The study combined these emissions with studies of other methane losses along the processing and distribution cycle to arrive at an estimated total methane loss range from 3.6 to 7.9 percent for the shale gas industry.
The researchers include a recent study from the Goddard Institute for Space Studies at NASA suggesting that an interaction of methane with certain aerosol particles significantly amplifies methane’s already potent greenhouse gas effects, particularly over a 20-year time horizon. When all is factored together, Mr. Howarth and his colleagues conclude that the greenhouse gas footprint of shale gas can be as much as 20 percent greater than, and perhaps twice as high as, coal per unit of energy.

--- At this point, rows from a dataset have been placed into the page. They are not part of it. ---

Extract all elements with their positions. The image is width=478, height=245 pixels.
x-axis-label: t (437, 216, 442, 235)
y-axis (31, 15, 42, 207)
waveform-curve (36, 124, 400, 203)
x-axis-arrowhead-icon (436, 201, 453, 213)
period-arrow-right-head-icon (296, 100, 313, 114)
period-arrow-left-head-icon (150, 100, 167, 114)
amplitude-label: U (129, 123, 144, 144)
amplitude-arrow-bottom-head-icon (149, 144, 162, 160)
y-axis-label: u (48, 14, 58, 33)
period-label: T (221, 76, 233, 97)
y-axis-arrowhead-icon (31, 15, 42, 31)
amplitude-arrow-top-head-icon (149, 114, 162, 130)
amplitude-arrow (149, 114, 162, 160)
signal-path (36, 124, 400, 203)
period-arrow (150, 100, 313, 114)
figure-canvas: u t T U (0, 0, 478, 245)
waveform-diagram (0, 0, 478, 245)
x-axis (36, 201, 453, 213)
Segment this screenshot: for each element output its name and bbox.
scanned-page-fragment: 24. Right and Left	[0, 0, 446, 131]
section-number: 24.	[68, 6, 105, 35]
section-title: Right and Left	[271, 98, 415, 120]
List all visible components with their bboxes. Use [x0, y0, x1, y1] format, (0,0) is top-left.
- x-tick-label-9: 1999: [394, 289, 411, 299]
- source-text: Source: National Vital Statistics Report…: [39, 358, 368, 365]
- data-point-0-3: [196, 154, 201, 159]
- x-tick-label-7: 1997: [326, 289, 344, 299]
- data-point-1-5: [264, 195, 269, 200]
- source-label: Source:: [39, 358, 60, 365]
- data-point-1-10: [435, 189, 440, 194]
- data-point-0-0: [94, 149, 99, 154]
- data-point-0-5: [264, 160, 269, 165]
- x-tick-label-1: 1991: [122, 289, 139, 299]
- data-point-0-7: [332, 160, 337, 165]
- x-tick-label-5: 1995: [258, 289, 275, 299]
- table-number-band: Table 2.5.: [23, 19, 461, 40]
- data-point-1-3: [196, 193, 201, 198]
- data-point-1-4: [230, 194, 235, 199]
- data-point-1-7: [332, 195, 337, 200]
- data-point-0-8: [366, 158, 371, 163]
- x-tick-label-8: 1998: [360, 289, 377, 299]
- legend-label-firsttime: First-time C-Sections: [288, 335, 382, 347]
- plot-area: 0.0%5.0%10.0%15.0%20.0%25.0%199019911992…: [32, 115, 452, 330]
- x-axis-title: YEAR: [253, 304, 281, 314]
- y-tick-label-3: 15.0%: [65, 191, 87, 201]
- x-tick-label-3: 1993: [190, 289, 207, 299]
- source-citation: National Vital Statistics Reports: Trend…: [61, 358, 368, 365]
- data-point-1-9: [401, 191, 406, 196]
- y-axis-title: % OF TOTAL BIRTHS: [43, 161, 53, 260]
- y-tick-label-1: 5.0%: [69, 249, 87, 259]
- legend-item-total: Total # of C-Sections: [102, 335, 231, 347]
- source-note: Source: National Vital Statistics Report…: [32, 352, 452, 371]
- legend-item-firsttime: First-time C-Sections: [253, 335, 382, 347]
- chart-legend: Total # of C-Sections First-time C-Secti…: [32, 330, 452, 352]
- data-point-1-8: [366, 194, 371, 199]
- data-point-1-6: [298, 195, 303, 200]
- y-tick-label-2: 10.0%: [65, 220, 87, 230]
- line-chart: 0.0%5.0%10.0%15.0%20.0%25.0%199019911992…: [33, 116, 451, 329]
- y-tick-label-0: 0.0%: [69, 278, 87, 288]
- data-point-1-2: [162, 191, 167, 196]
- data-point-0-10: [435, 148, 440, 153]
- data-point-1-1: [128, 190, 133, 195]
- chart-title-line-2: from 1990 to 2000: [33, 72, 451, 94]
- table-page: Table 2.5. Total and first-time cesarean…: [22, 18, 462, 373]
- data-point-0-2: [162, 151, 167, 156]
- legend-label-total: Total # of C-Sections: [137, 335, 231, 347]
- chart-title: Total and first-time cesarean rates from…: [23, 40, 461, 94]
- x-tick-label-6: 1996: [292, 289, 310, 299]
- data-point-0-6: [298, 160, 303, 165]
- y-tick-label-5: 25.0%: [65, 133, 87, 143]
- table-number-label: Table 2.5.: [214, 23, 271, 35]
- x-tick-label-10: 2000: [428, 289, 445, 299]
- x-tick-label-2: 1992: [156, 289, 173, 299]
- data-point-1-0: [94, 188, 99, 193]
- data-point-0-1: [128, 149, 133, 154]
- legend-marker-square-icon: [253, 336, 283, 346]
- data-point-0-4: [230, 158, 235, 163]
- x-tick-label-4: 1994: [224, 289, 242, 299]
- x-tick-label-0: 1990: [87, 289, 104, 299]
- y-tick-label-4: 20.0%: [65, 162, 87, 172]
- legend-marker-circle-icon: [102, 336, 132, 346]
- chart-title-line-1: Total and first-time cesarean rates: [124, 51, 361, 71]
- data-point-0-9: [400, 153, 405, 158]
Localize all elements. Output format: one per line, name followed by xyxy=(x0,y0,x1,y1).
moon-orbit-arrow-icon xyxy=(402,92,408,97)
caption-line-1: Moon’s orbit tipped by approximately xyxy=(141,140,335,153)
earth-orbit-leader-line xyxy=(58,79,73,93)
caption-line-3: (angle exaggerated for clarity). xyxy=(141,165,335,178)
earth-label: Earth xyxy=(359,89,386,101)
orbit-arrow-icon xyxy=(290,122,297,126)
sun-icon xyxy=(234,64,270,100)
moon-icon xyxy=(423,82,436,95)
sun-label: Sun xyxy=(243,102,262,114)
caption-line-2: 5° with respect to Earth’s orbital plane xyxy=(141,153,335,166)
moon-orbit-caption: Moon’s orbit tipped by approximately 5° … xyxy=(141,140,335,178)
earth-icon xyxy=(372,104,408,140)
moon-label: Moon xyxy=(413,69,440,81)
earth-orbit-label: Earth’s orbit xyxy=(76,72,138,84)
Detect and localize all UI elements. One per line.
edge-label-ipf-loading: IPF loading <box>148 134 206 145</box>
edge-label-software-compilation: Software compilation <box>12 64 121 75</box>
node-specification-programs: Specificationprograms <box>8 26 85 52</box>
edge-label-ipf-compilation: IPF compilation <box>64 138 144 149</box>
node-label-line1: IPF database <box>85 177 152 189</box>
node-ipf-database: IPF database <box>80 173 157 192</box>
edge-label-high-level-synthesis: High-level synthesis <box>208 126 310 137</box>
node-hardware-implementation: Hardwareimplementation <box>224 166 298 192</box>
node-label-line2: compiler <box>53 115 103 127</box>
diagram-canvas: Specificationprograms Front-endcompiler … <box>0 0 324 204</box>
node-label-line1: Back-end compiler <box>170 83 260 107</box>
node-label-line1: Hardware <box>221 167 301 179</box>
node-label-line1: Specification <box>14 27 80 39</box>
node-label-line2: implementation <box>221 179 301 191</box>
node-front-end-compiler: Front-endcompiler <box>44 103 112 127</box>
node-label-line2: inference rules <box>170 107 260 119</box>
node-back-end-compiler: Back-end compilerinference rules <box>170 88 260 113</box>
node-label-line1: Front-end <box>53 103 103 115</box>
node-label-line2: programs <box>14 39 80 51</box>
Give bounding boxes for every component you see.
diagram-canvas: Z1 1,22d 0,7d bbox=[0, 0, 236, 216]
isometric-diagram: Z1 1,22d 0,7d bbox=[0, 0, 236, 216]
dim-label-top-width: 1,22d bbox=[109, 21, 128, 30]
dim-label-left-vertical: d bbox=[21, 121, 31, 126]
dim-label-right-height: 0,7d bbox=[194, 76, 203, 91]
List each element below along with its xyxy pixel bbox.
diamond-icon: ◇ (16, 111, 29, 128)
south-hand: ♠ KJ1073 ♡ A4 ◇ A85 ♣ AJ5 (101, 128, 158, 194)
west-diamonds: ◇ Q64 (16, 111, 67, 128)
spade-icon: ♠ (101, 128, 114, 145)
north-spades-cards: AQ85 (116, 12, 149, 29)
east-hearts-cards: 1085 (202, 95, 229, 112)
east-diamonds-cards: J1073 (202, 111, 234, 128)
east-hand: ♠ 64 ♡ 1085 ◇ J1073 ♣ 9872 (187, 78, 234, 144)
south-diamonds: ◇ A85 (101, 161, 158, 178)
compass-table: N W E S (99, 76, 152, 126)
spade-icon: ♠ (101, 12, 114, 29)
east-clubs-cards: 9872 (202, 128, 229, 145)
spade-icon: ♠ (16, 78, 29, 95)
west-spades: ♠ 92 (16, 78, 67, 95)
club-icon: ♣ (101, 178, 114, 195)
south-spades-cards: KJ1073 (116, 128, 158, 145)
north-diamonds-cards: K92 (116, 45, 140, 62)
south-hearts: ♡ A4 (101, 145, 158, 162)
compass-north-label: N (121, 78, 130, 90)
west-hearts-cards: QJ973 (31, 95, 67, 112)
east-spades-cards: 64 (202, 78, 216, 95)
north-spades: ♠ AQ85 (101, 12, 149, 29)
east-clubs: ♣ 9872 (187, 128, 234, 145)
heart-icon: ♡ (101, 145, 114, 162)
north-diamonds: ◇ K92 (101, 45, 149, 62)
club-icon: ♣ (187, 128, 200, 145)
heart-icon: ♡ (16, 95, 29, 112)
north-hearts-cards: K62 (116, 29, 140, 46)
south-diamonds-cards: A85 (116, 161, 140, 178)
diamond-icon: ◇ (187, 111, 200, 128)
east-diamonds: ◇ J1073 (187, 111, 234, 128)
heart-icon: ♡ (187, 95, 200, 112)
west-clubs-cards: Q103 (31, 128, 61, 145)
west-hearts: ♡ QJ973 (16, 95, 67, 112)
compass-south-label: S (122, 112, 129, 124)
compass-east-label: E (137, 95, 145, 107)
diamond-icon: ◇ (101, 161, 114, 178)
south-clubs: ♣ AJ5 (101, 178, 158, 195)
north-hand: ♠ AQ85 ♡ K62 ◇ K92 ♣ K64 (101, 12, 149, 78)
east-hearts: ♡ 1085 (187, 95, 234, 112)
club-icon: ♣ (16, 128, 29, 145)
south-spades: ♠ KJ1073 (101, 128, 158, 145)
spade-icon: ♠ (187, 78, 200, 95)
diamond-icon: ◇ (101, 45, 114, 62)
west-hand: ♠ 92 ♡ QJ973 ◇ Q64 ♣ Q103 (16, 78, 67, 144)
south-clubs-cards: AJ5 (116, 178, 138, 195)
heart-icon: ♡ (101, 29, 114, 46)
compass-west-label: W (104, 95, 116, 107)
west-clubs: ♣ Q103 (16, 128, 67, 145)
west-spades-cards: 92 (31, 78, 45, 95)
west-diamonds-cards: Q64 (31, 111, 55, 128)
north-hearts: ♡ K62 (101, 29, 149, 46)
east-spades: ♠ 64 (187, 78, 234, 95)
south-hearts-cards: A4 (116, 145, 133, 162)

David Hughes, a geoscientist and research fellow at the Post Carbon Institute, an energy and climate research organization in California, used Mr. Howarth’s research as part of a broader look at natural gas as a substitute for coal in electricity generation and oil in transportation.
Mr. Hughes’s full report is scheduled to be released in May, but in a draft version shared with The New York Times, Mr. Hughes suggested that while natural gas would play an important role in the nation’s energy mix, both cases were practical impossibilities.
“I think it’s going to be very challenging, to put it mildly, to ramp up shale gas production by fourfold, which is the federal government’s projection for 2035,” Mr. Hughes said. “I’m not saying it can’t be done, but if it was done, the amount of drilling you’re looking at to make that happen is staggering.”
Mr. Hughes, using Mr. Howarth’s calculations, also concludes that replacing coal with natural gas for base load electricity production will most likely make greenhouse gas emissions worse. It would be better, he argues, to improve energy efficiency, rely on natural gas in niche vehicle markets and balance continued construction of wind and solar power to produce electricity.
David Hawkins, the director of climate programs with the Natural Resources Defense Council, said that much could be done by regulators to nudge drillers to capture more of the fugitive methane, but that it is often more economical for industry to simply let it escape.
Mr. Hawkins also said that too little was known about just how much methane was being lost and vented, and that studies like Mr. Howarth’s, while needed, relied on too slim a data set to be considered the final word.
“This is a huge and growing industry, and we just don’t have the information we need to make sure that this resource is being developed as cleanly as it can be,” Mr. Hawkins said.
“We view his shining a flashlight into this dark closet to be a service,” Mr. Hawkins added, “but the flashlight is still a dim one, and we still can’t see everything in the closet.”
To keep reading, sign up today.
We hope you've enjoyed your 20 free articles this month. As you may already know, we are now charging for unlimited access to our content. You can come back next month for another 20 free articles or choose unlimited access with a Digital Subscription and continue to enjoy the world's best journalism, anytime, anywhere and on any device. Subscribing is quick and easy.